Alexandria frowned and glanced at Lubkin’s pearly 3D, now blank.

“Certainly not. We shall have mythic themes, intuitive art, work of sublime underlying intent. I do not need to stress that these are the feelings we all sorely lack, both in Europe and here and in Asia.”

Alexandria said, “Why does that come next, after Sensate?”

“Well, these are modified views, taken from the strictly schematic outline of Sorokin. We could pass into a Heroic-Promethean, of course”—he paused, beaming around at them—“but does any of us expect that? No one feels Promethean these days, even in your country.”

“We are building the second cylinder city,” Mr. Ichino said. “Surely construction of another world—”

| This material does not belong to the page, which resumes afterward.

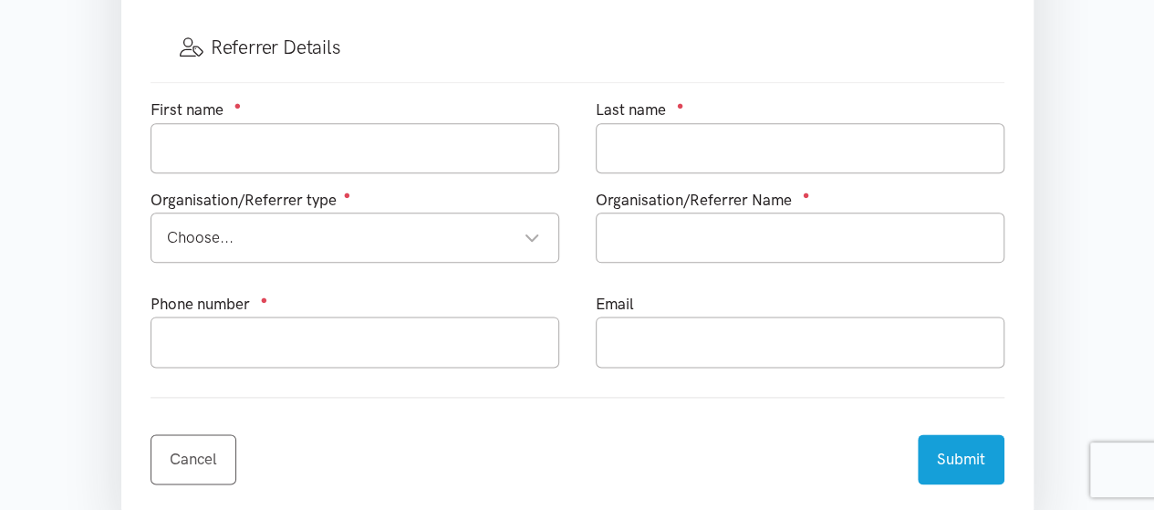 Image resolution: width=1154 pixels, height=510 pixels. I want to click on label: First name, so click(187, 109).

“A fluctuation,” Fresnel said jovially. He touched a fingertip to his vest. “I am always in favor of such adventures. But how many can go to the—the cylcits?”

“If we build them fast enough with raw materials from the moon—” Alexandria began.

“Not enough, not enough,” Fresnel said. “There will always be such things, and they are good, but the main drift is clear. The last few decades, the horrors of it— what have we learned? There will always be dissenters, schismatics, deviants, holdovers, dropouts, undergrounds, heretics even, and of course the reluctant or nominal conformers.”

“They are the majority,” Mr. Ichino said.

“Yes! The majority! So, to do anything useful with them, to channel and funnel that stupendous energy, we, we must place—how is it said?—all these under one roof.” Fresnel made a steeple of his hands, his stone rings like gargoyles.

“The New Sons,” Nigel said.

“A true cultural innovation,” Fresnel said. “Very American. Like your Mormons, they add whatever elements are missing from traditional religions.”

“Stir, season to taste and serve,” Nigel said.

“You’re not truly giving it a chance, Nigel,” Alexandria said with sudden earnestness.

“Bloody right. Anyone for drinks?” He took Alexandria’s glass and made off toward the bar.

The carpet seemed made of spongy stuff that lifted him slightly into the air after each step. He navigated through knots of JPL people, flashing an occasional automatic smile and brushing away from contact with others. At the bar he scooped up a basket of pumpkin seeds, roasted and salty and crisp. The Chilean red was gone; he switched to an anonymous Bordeaux. Mr. Ichino materialized at his elbow. “You remain an active astronaut, Mr. Walmsley, I understand?”

“So far.” He downed the Bordeaux and held out his glass to the bartender for a refill.

“Should you be watching your weight?”

“A good eye you have. Quite good.” Nigel prodded a finger into his stomach. “Gaining a bit.”